If a major critique of Madison is its penchant for public preaching to the proselytized, then the Wisconsin Union Theater, where so often Madison liberal-speak is spoken to a crowd who knows, agrees, and could nearly complete the sentences of the speaker, is clearly a guilty space.
Something else came down from on that high stage Saturday night, however, as it, pulpit-free, was overtaken by an entirely new group of sermonizers. They were young -- most were only freshman or juniors in high school -- but confident, and while the rhymes employed by some allowed for a guess at what was coming next, the sermons never failed to surprise.
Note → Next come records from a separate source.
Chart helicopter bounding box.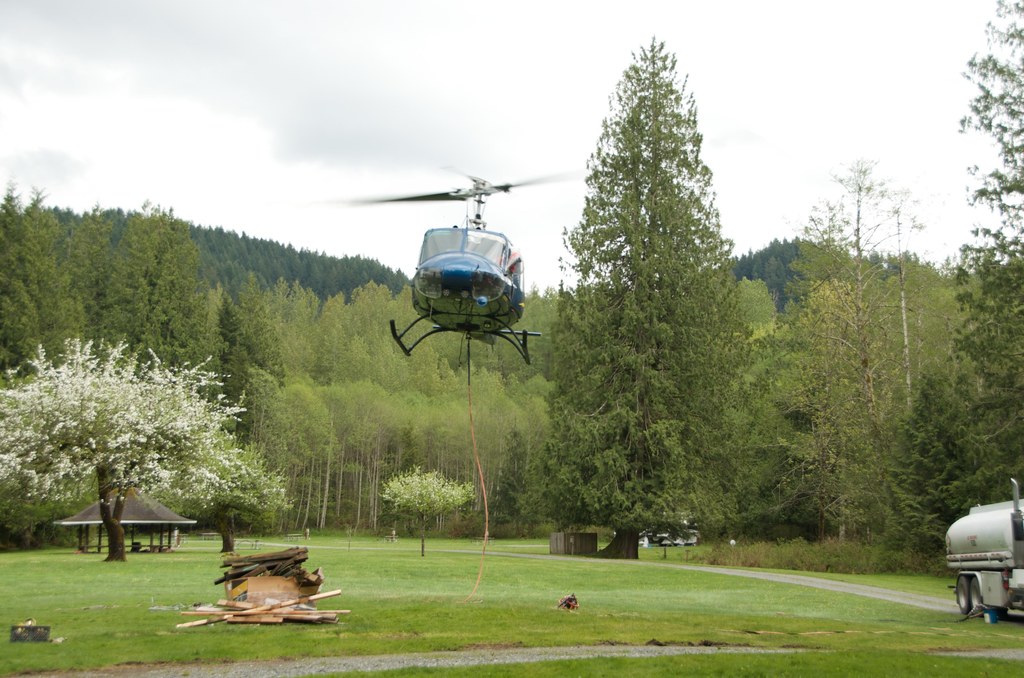
Charted: [left=388, top=170, right=582, bottom=371].
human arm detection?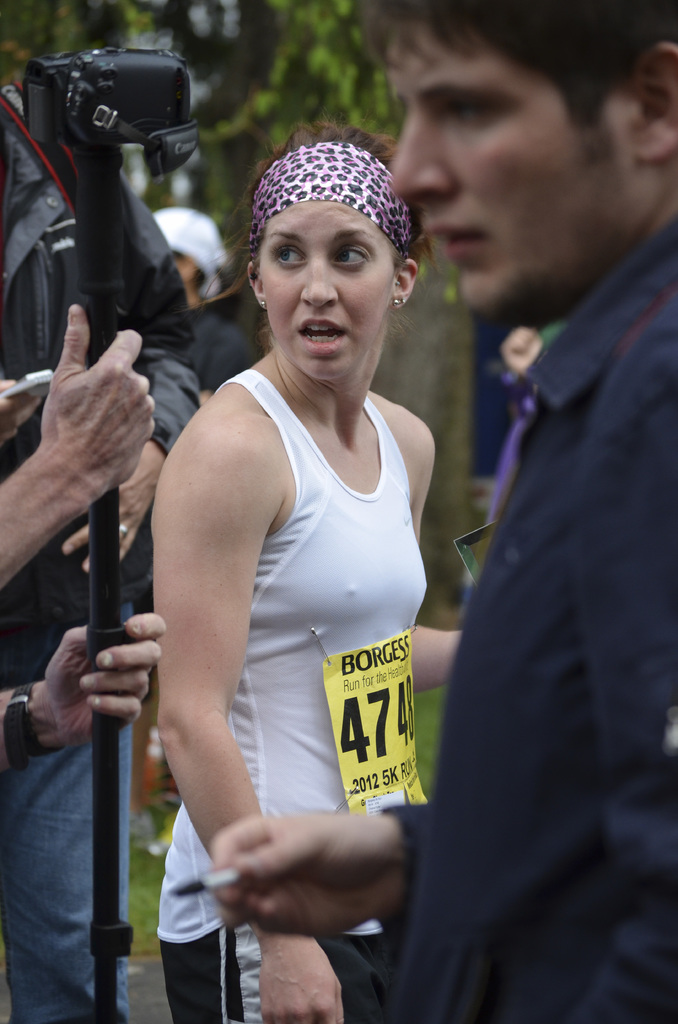
(x1=63, y1=180, x2=202, y2=574)
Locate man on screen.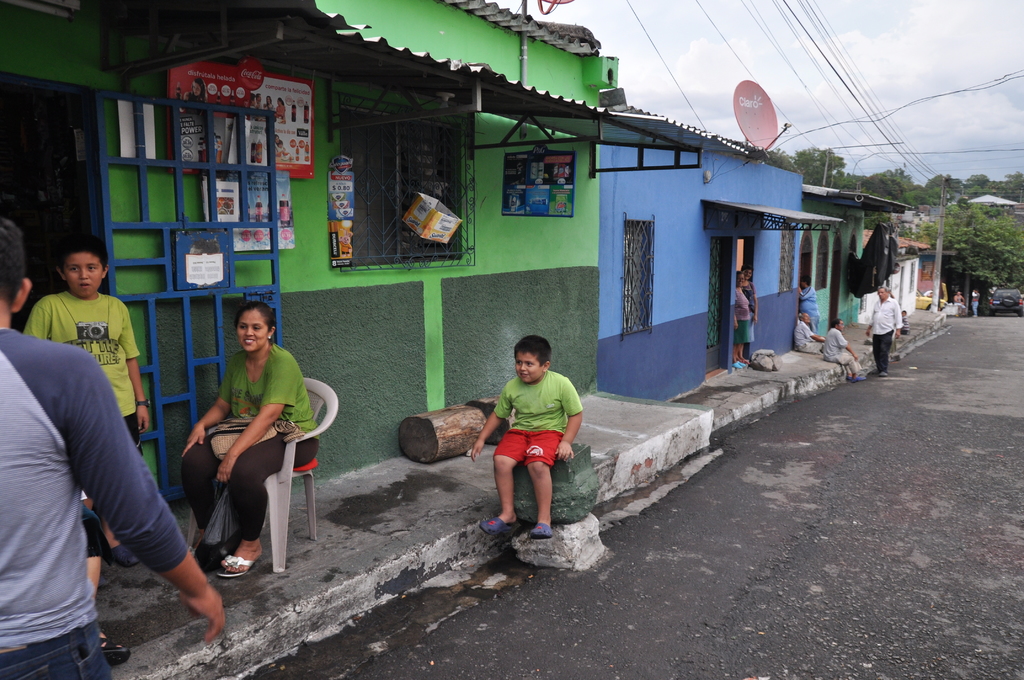
On screen at box=[798, 309, 823, 353].
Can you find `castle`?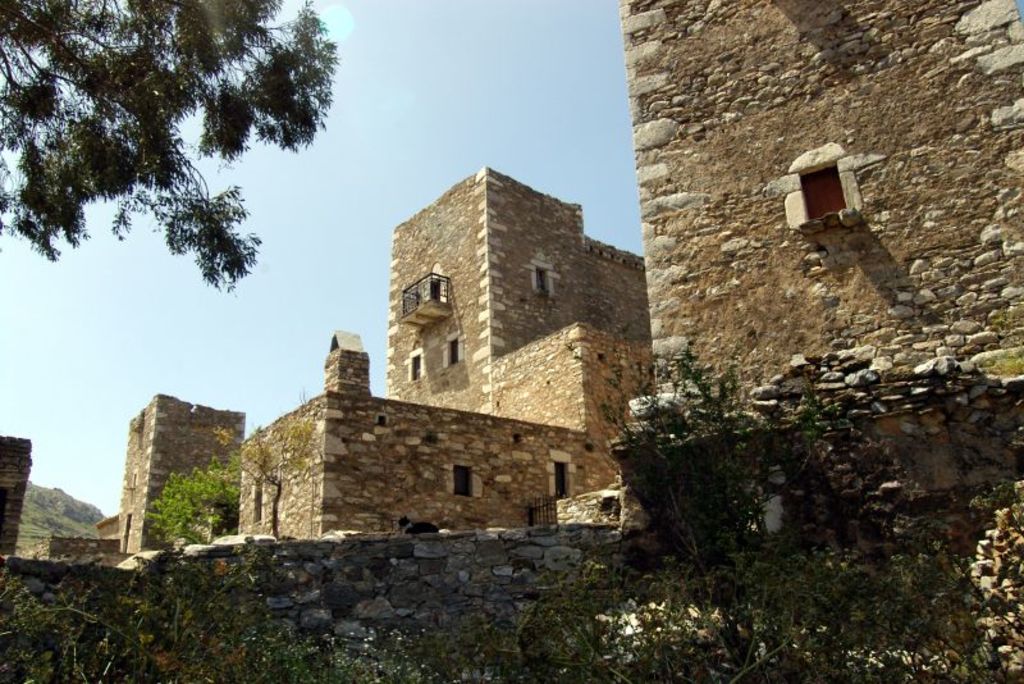
Yes, bounding box: region(0, 433, 28, 567).
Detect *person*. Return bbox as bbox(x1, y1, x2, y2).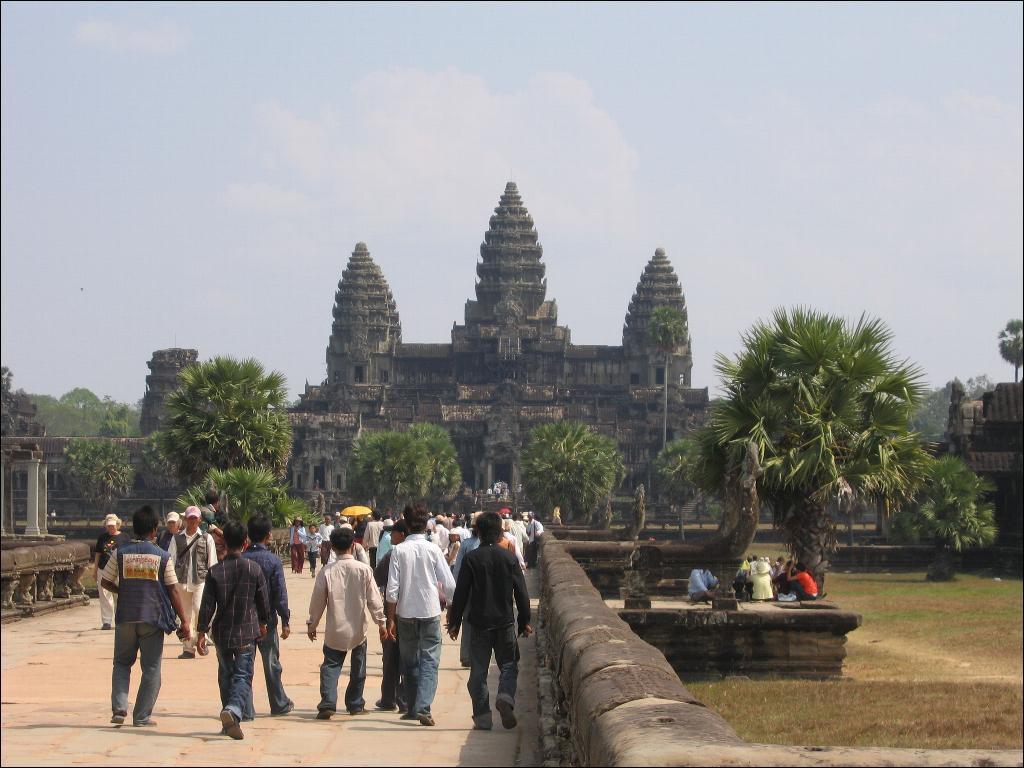
bbox(234, 513, 300, 718).
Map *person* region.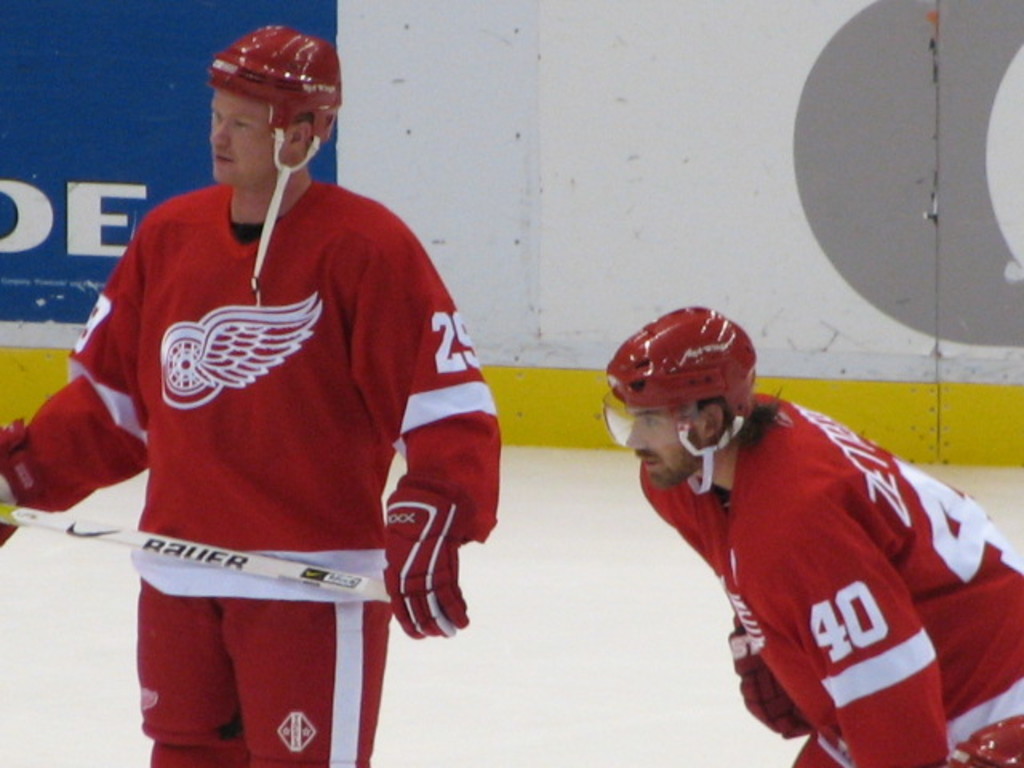
Mapped to {"left": 6, "top": 19, "right": 496, "bottom": 766}.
High-minded social issues were brought down to a closer level, made concrete through personal experience.
And if a major critique of spoken word is its dogmatic swagger, prescribed rhythm and pedagogical subject matter, then young, inexperienced poets are clearly not safe from the scorn, as they often embody the spoken word stereotype, dropping revolutionary names like they were going out of style, while wearing their faces blazoned across baggy T-shirts.
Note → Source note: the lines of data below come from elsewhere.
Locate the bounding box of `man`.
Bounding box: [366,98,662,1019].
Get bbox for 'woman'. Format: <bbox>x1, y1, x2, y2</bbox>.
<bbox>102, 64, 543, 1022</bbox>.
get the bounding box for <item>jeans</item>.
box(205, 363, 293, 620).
However, not once did the 13 young poets who made it through to the finals Saturday night invoke the name of some romantic radical. Those poets who did occasionally slip into the drone of the pat spoken-word piece did not linger there long, coming out of the redundancy quickly with piercingly insightful lines and images that elicited an "oh word!" exclamation from their fellow schoolmates and a long, pleased "hmmm" from the adults in the crowd.
The line-up of judges, including author Jeff Chang among others, were tough but consistent, and only seven finalists made it through to the second round. While the atmosphere was supportive -- those who faltered were quickly bolstered by a cry from the crowd, "you got it, you got it" -- it was a competition in the end. Carlo, a junior at Madison West, Charlie, a sophomore at La Follette, and Mercedes, a sophomore from Middleton High, brought back-to-back impassioned performances and were the eventual three that will continue on to the Brave New Voices National youth poetry slam this summer.
"A poet has to spit what a poet has to spit," said Charlie before he launched into his last piece. If, like the poet, a preacher must preach, than let them take some cues from the youth -- they can speak it equally well, and to a beat.